A federal judge ruled Tuesday that the Trump administration cannot force organizations receiving federal teen pregnancy prevention grants to comply with an executive order against “educating” children about “radical gender ideology.”
U.S. District Judge Beryl Howell in Washington, D.C., appointed by former President Obama, ruled that the July directive from the Department of Health and Human Services (HHS) was arbitrary and capricious and contrary to the original congressional intent of the grant.
Howell said that HHS imposed binding requirements on grant recipients but gave no indication that those requirements were “the product of rational decision making and analysis of the evidence.”
Instead, Howell wrote, the agency “relied on apparently irrelevant ideological factors, and did not justify the change in its position.”
The Teen Pregnancy Prevention Program funds various organizations across the country that are working on evidence-based methods to prevent teen pregnancy.
The ruling marked a victory for Planned Parenthood affiliates in California, Iowa and New York, which had filed a lawsuit to try to block implementation of the change, but it would apply to all organizations receiving grants.
HHS declined to comment on the decision.
In a statement on the notice of funding availability issued in July, HHS said the mission of the pregnancy prevention program is not to “promote harmful ideologies, risky sexual activity for minors, or other content outside the scope of the program.”
In the guidance, HHS said grant recipients must ensure that curricula in their teen pregnancy programs “reflect the immutable biological reality of sex, not radical gender ideology, and do not promote anti-American ideologies such as discriminatory equality ideology.”

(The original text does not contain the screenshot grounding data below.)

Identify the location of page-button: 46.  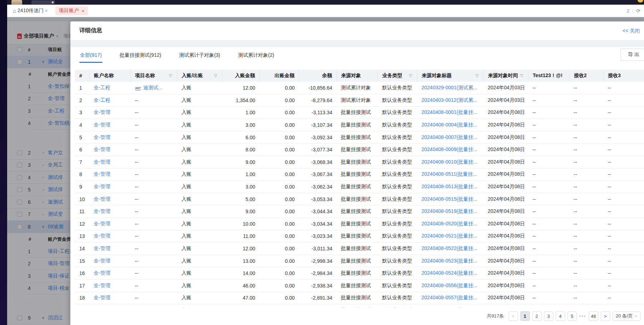
(593, 316).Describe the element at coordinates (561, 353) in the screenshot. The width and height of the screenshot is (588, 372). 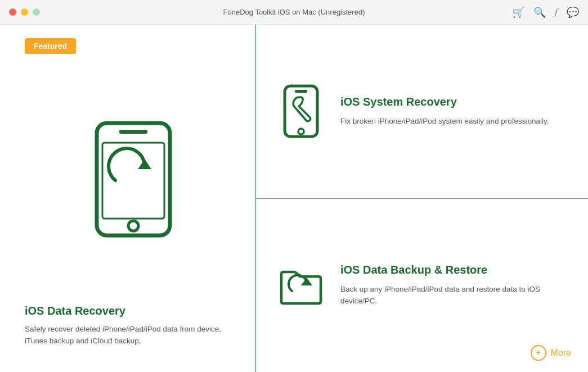
I see `more-label: More` at that location.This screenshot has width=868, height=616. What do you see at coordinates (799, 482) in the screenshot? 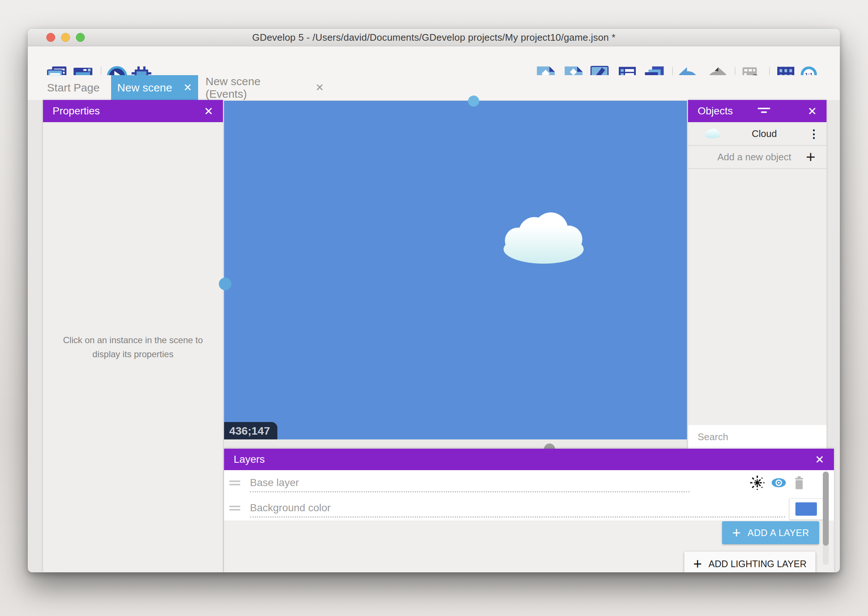
I see `trash-icon` at bounding box center [799, 482]. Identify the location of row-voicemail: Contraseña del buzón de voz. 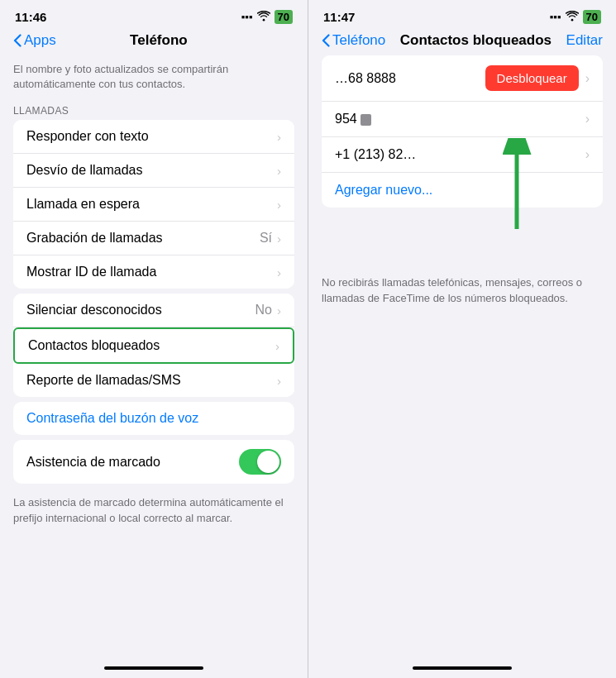
(154, 418).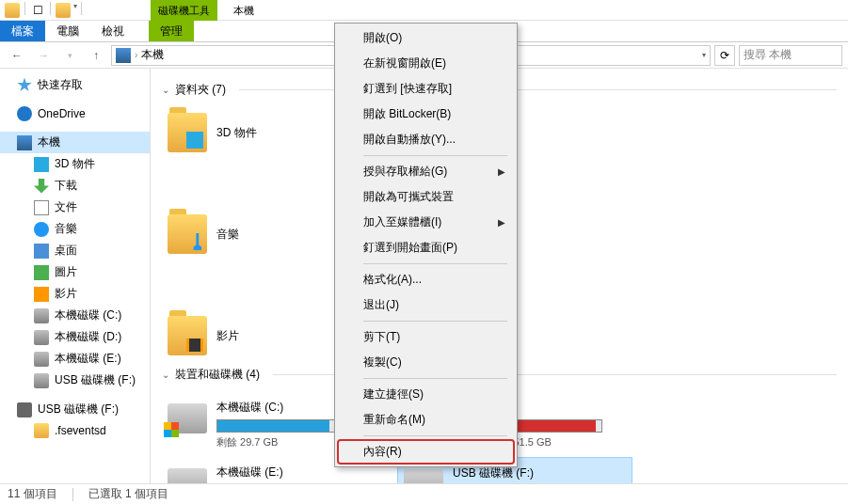 This screenshot has height=504, width=848. I want to click on sidebar-usb-root: USB 磁碟機 (F:), so click(75, 410).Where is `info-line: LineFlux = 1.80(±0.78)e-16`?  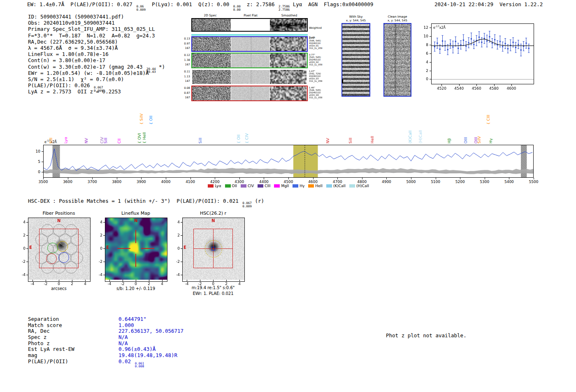 info-line: LineFlux = 1.80(±0.78)e-16 is located at coordinates (96, 54).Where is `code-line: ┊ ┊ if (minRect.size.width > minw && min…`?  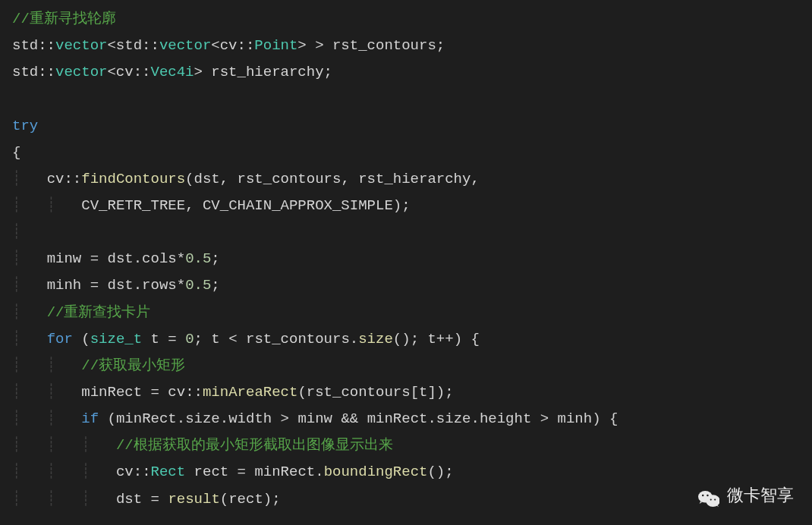 code-line: ┊ ┊ if (minRect.size.width > minw && min… is located at coordinates (412, 419).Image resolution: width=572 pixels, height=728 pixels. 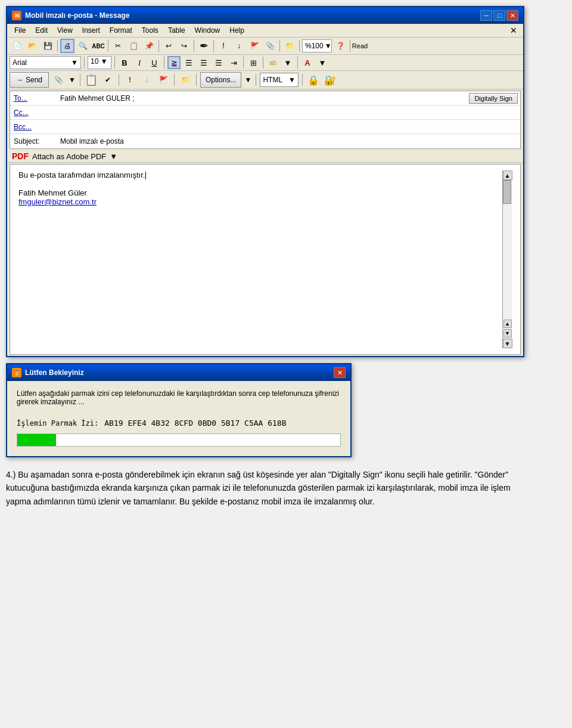 I want to click on exclaim-send-button: !, so click(x=130, y=80).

The lawsuit claimed that groups, which had already been approved for grants, could not use any funding without certifying compliance with the policy, saying they would be required to change their programming in a way that would make it ineffective.

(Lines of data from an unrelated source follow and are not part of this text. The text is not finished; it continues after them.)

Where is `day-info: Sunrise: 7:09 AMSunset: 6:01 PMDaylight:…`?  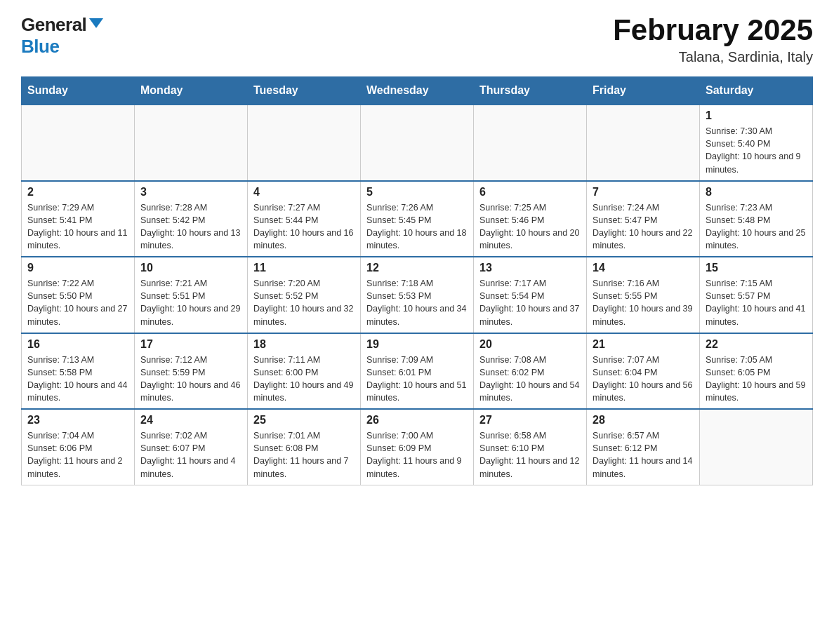 day-info: Sunrise: 7:09 AMSunset: 6:01 PMDaylight:… is located at coordinates (417, 379).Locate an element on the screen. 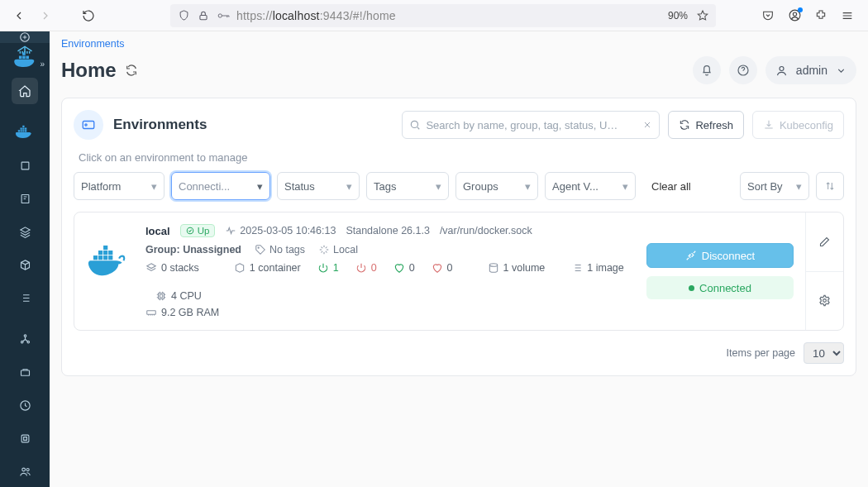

Judge Howell agreed and said that HHS “appears to have made this decision based solely on ideological and political preferences born out of thin air.”
HHS presented no evidence of how it decided to enforce the policy, Howell wrote, and the policy itself was vague on compliance, yet binding.
He said that HHS “seems motivated entirely by political concerns, devoid of any thoughtful process or analysis, and unaware of the statutory emphasis on evidence-based programming.”
In its announcement of the change, HHS cited diversity, equity and inclusion efforts and a series of executive orders signed by President Trump aimed at rolling back recognition of LGBTQ+ individuals.
Howell ruled, “Such ideological considerations are irrelevant to the statutory program established by Congress, which targets effective, evidence-based programming.”